With the nice, British Nick Bunker presenting the case for Kraft this week at the first media briefing since its acquisition of Cadbury in February, journalists found it hard to portray Cadbury as having been gobbled up by nasty, predatory Americans.

Which is exactly as Kraft wants it. We heard from Joe O'Shea, director of chocolate at Kraft's new Bournville Centre of Excellence, how he was now talking to people with expertise in dairy and biscuits and "for us, as innovators, that's very exciting".

Moving the centre from Munich also meant, instead of an R&D team of 100, there would be 500, offering young science graduates a more attractive career path.

It was the same on the coffee side. O'Shea's new equivalent at Kraft's coffee business, Jim Graham, is American, but he had come to Britain as a tea drinker, he told us (Marc Antony-like), and was already working on a Cadbury Dairy Milk cocoa variant for the Kraft Tassimo coffee machine. The possibilities for cross-collaboration were very significant, Bunker added: more important than the £750m in cost savings to be identified from synergies was the extra £1bn in sales he was expecting to generate from the greater sum of the parts.

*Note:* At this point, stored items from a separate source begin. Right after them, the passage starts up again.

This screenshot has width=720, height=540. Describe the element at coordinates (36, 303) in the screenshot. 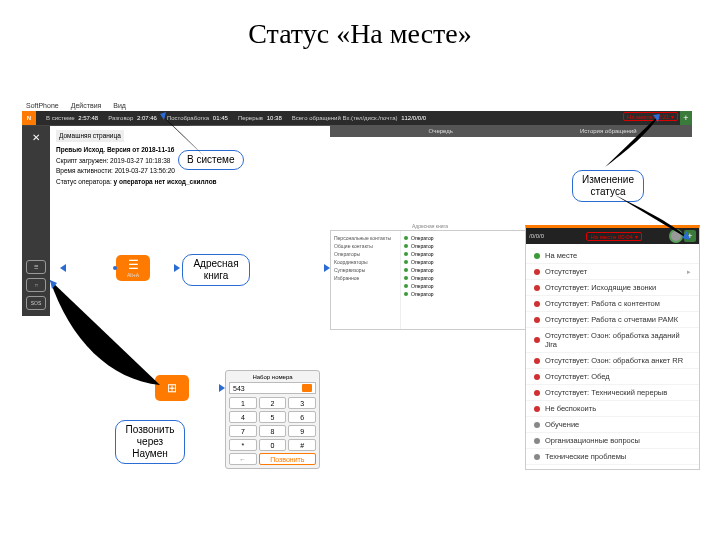

I see `sos-icon: SOS` at that location.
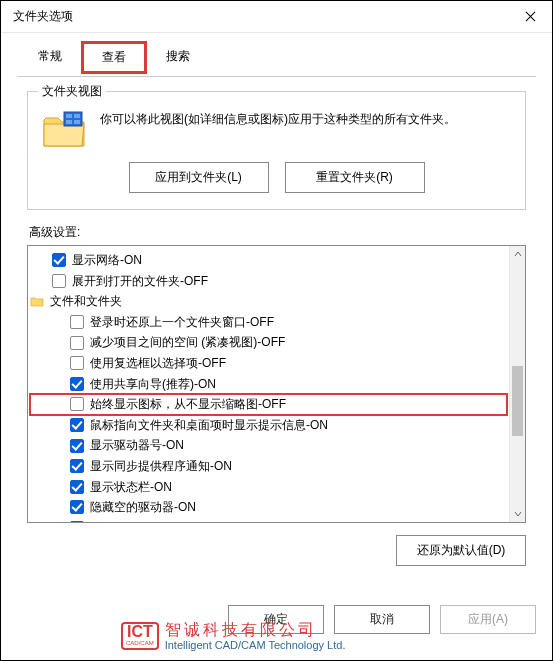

The hostile takeover of Cadbury involved, Bunker conceded, a lot of emotion, and he also admitted that to be so faceless as a corporate entity in the UK had been a mistake for Kraft. In putting that right, he added there were more commonalities than differences between the two businesses, including marketing flair, and a strong commitment to sustainability and the community.

Cadbury is as British as Willy Wonka. Yet you'll not find many kids complaining when they watch Gene Wilder or Johnny Depp in the movie. The question is which Willy will we get?

So long as Cadbury keeps delivering on the magic, no-one will complain. With sales of CDM up 12.8%, it goes without saying that neither Bunker nor his US superiors have any intention of altering the recipe.